• **The task**: With the images removed, transcribe the listing that follows exactly.

• **Entries shown**:
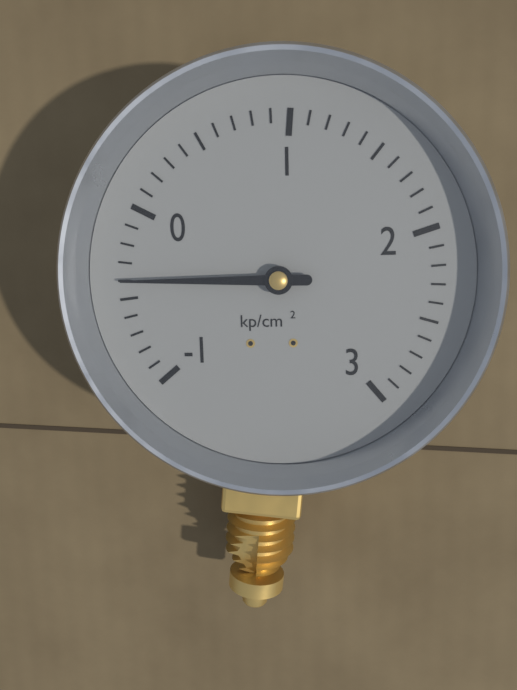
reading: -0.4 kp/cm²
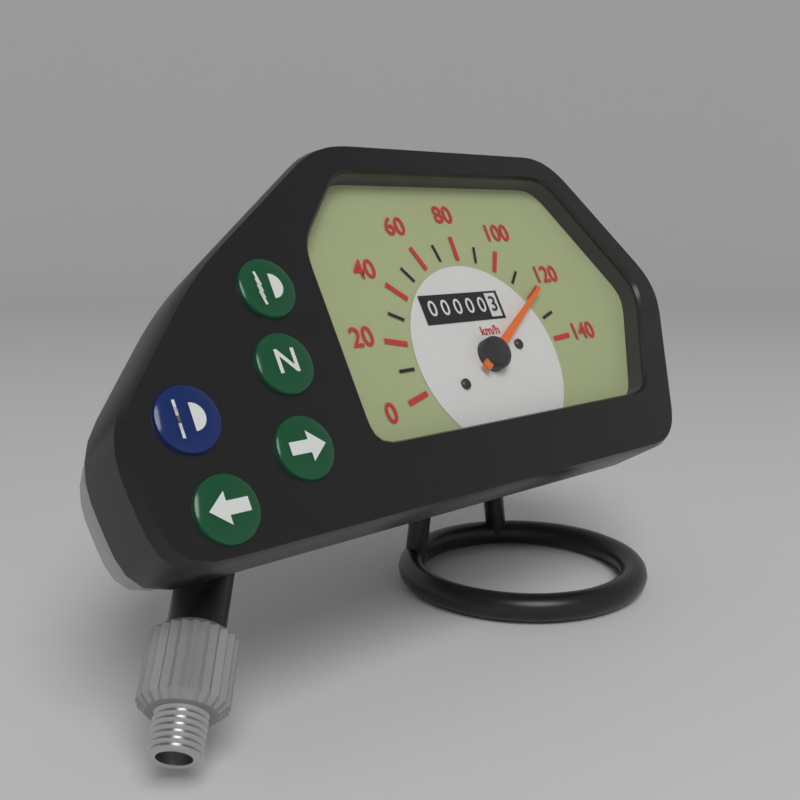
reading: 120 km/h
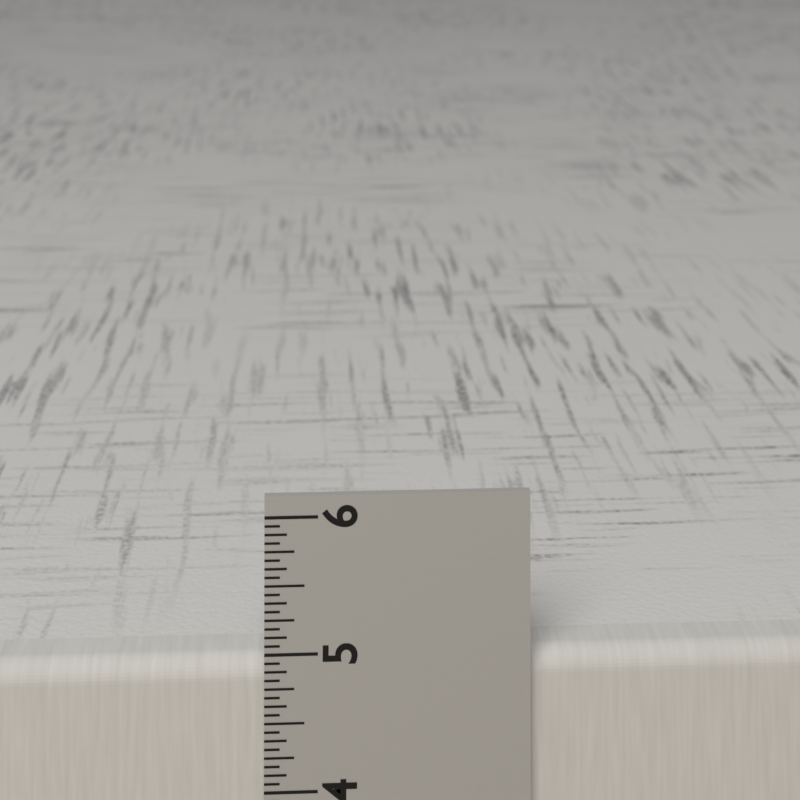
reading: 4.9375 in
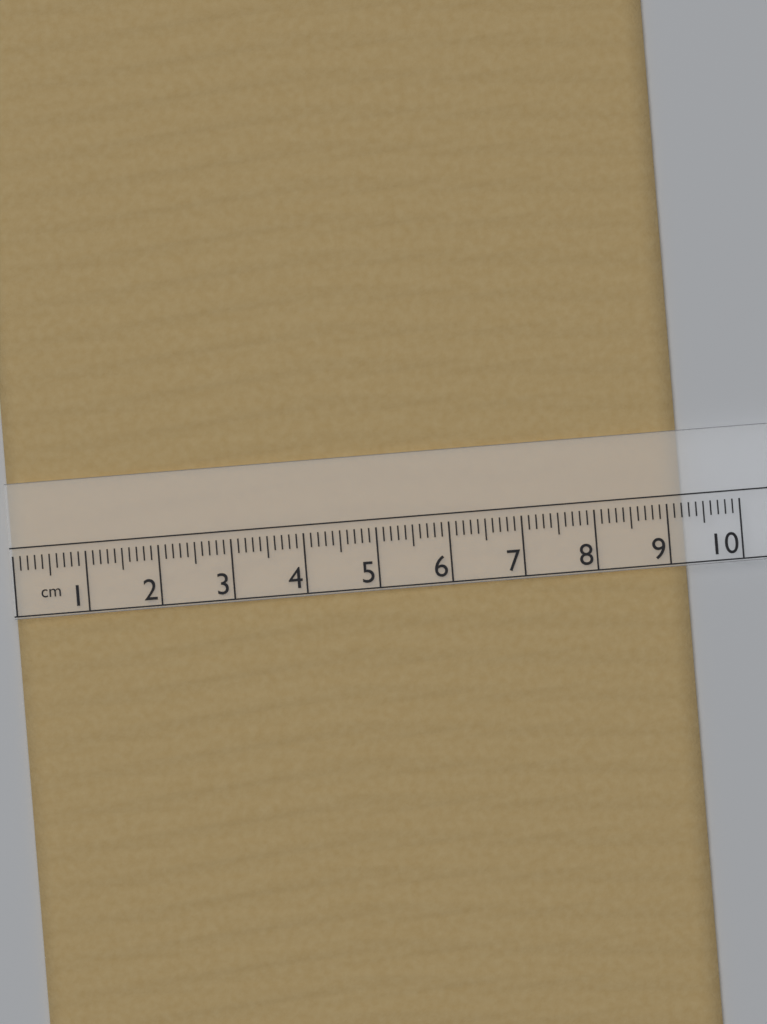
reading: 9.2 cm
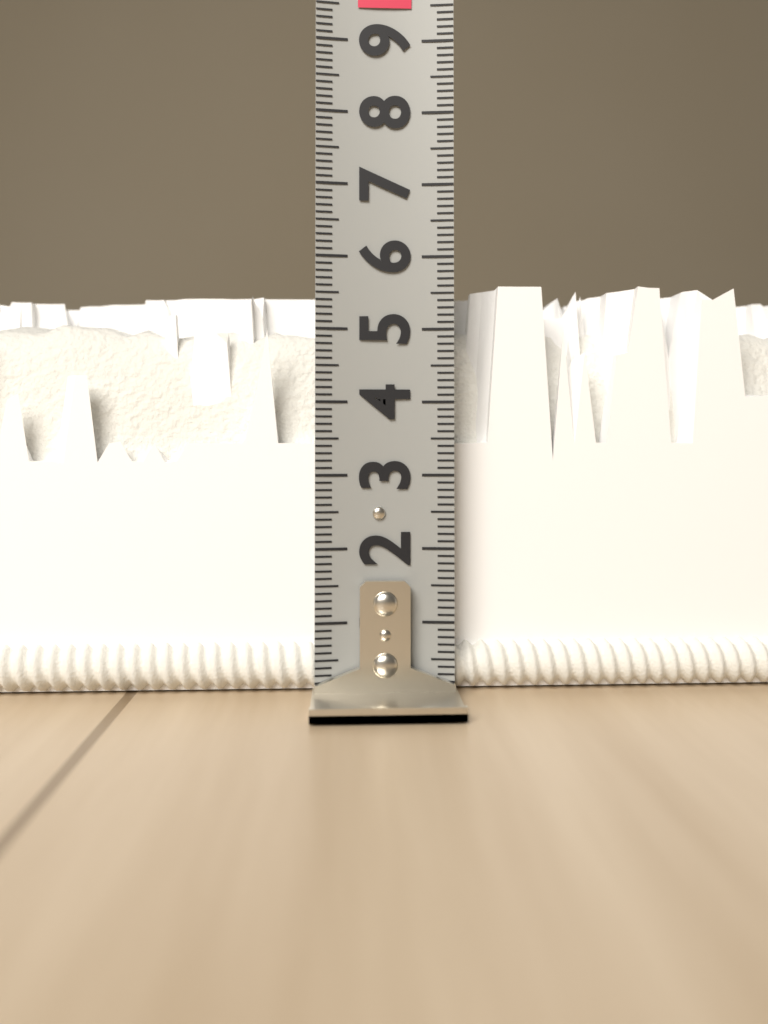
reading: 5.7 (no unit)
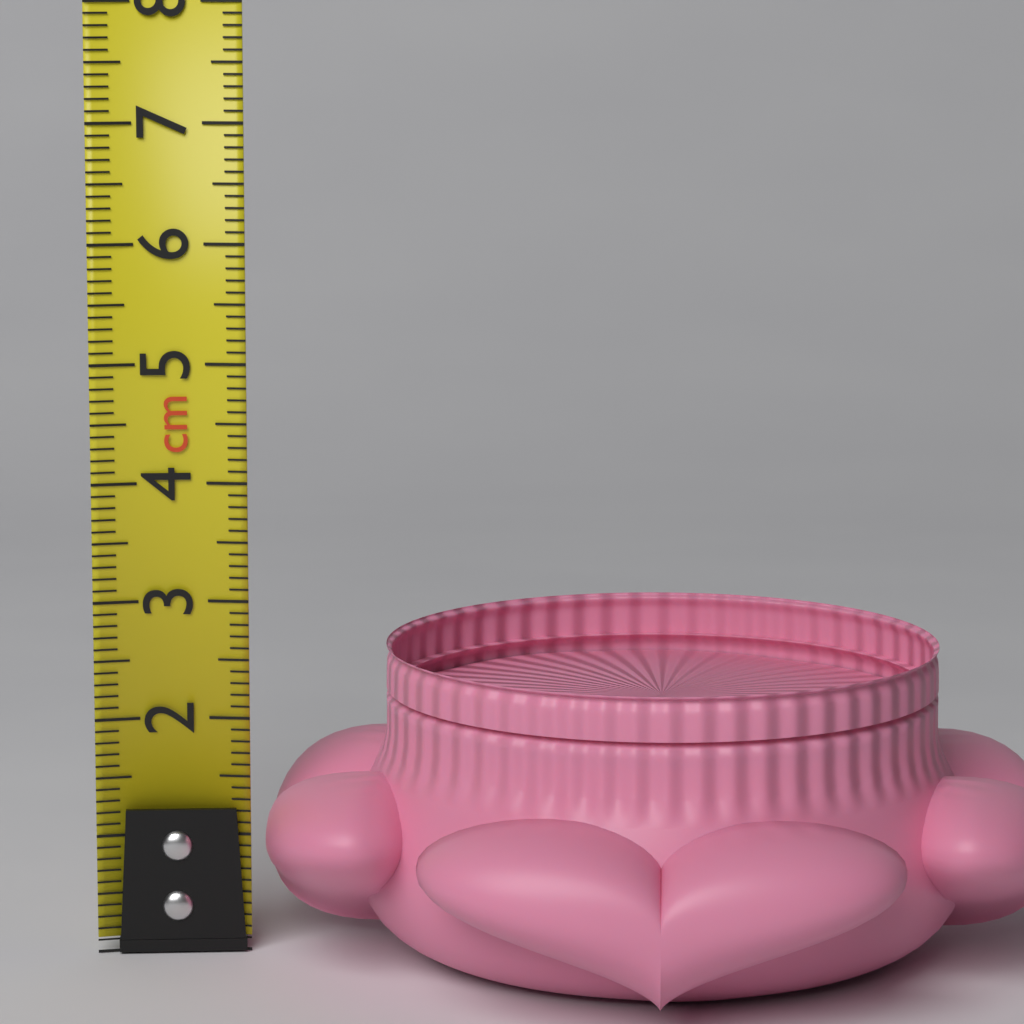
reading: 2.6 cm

• **Answer to this task**:
reading: -0.4 kp/cm²
reading: 120 km/h
reading: 4.9375 in
reading: 9.2 cm
reading: 5.7 (no unit)
reading: 2.6 cm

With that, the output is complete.